THE UK’S biggest-ever vaccination programme got under way yesterday with a Dorset Hospital among the first to be involved in the national rollout.

Health workers in the county will be the first to get the coronavirus jab, followed by patients at highest priority, including those aged 80 and above.

Care home residents and carers will be next, followed by the rest of the population in the coming weeks and months.

The vaccine will be taken in two doses over two weeks and getting it to everyone will prove to be a huge logistical challenge up and down the country.

Dorset County Hospital in Dorchester is one of 53 NHS sites chosen by the government to receive the Pfizer and BioNTech Covid-19 vaccine.

Other sites involved include Portsmouth, Oxford and some London hospitals.Alastair Hutchison, the Chief Medical Officer at Dorset County Hospital, said getting ready to distribute the vaccine had been “a huge amount if work” and involved staff from many different departments.

He said nursing, administrative and pharmacy staff had all been involved and said a special freezer had been purchased to keep the vaccine at the very low temperature it requires.

The UK is the first country to approve the vaccine and the eyes of the world turned to a 90-year-old woman in Coventry when she became the first person in the world to have the vaccine outside of trials.

Grandmother-of-four Margaret Keenan received the vaccine at University Hospital, Coventry and she encouraged other people to follow suit.

She spoke of spending much of 2020 on her own as a result of the pandemic and added: “If I can have it at 90 then you can have it too.”

Mrs Keenan said being the first was “a privilege” and “the best early birthday present I could wish for” as it would mean she could spend time with her family and friends in the New Year “after being on my own for most of the year”.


*Exercise aim*.
Every line in the listing below that holds the word "rising" should be returned.

*Material for this task*.
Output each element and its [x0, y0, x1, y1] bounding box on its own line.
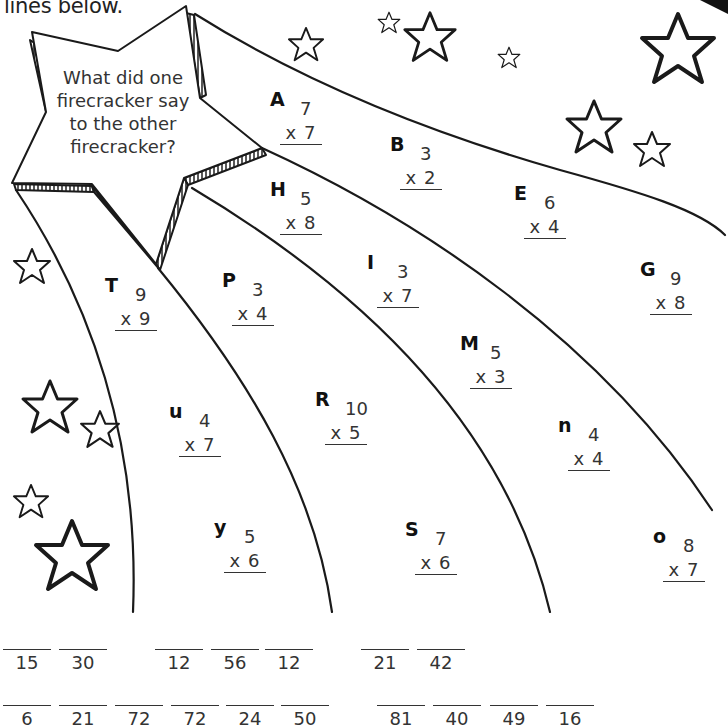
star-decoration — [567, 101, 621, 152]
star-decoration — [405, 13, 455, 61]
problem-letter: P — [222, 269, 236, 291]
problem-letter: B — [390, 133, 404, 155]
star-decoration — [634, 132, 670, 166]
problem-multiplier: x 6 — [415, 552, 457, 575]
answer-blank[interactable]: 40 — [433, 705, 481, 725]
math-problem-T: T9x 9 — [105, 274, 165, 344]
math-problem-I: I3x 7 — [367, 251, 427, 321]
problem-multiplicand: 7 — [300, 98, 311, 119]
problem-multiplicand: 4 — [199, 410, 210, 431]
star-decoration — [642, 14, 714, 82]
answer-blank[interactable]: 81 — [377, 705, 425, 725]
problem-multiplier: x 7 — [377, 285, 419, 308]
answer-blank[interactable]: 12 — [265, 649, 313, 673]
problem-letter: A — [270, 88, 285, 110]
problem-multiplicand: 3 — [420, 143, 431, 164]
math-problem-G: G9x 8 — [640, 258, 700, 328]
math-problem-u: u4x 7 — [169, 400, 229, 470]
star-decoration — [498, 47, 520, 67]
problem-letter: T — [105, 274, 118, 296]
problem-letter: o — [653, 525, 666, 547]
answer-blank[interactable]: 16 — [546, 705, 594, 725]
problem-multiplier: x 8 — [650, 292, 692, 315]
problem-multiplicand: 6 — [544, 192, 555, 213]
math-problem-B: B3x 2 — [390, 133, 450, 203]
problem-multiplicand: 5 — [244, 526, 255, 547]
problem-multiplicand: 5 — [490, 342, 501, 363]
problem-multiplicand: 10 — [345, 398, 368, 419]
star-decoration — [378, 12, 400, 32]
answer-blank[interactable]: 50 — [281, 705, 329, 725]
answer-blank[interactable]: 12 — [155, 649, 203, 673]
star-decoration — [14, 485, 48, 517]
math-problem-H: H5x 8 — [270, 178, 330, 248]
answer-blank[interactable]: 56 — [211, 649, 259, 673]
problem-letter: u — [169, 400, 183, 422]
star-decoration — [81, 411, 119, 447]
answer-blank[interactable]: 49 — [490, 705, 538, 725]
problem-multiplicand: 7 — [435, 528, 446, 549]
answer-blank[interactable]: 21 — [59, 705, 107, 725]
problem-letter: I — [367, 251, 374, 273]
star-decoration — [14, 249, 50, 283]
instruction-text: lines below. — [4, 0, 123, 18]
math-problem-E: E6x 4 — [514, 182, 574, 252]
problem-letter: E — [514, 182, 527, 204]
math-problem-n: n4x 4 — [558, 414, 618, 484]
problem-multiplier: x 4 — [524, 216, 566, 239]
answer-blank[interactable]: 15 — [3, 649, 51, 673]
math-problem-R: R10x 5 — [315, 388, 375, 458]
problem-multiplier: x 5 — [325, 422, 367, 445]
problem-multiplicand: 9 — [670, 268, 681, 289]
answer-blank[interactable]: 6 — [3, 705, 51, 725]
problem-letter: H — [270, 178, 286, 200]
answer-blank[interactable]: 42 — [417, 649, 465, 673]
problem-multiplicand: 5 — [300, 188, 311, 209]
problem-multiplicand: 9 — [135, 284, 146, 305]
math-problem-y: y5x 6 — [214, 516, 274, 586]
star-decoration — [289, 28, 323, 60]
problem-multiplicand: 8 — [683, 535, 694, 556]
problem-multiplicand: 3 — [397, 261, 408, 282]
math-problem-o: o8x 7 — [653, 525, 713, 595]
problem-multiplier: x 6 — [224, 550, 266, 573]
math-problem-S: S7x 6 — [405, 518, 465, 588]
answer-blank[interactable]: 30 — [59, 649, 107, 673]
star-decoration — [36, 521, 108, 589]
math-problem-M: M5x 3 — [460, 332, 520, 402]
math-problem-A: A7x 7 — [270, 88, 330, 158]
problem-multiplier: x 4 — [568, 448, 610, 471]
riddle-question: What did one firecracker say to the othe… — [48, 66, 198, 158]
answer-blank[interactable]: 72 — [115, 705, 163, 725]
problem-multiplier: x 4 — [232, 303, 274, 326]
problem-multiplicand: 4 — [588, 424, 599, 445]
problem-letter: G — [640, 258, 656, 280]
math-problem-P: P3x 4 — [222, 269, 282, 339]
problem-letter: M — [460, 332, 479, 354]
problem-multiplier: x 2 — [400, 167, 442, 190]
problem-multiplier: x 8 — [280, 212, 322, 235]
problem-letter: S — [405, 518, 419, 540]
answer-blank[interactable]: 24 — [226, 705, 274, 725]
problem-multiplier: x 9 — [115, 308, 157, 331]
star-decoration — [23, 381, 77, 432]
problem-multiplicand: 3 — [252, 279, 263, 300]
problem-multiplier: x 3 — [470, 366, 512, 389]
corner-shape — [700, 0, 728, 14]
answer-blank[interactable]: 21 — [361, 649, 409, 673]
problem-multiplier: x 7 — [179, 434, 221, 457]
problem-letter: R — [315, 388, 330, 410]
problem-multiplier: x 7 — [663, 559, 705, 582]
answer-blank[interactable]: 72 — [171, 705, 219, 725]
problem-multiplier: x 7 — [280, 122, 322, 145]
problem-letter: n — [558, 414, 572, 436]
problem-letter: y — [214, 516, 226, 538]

...

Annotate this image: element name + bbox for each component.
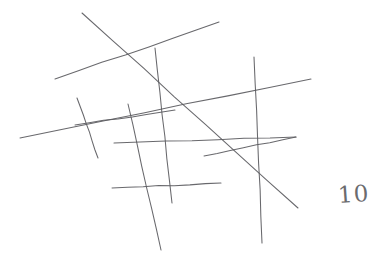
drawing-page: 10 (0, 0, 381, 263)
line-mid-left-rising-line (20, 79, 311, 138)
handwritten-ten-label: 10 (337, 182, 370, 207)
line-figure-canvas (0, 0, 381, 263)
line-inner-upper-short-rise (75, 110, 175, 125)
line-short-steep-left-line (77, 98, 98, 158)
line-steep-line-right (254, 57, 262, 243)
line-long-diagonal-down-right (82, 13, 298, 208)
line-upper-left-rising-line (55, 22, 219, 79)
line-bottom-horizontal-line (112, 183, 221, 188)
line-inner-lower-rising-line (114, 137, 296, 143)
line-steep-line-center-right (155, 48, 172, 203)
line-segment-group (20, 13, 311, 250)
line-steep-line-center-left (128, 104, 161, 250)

*Answer space*.
line-mid-left-rising-line (20, 79, 311, 138)
line-upper-left-rising-line (55, 22, 219, 79)
line-inner-lower-rising-line (114, 137, 296, 143)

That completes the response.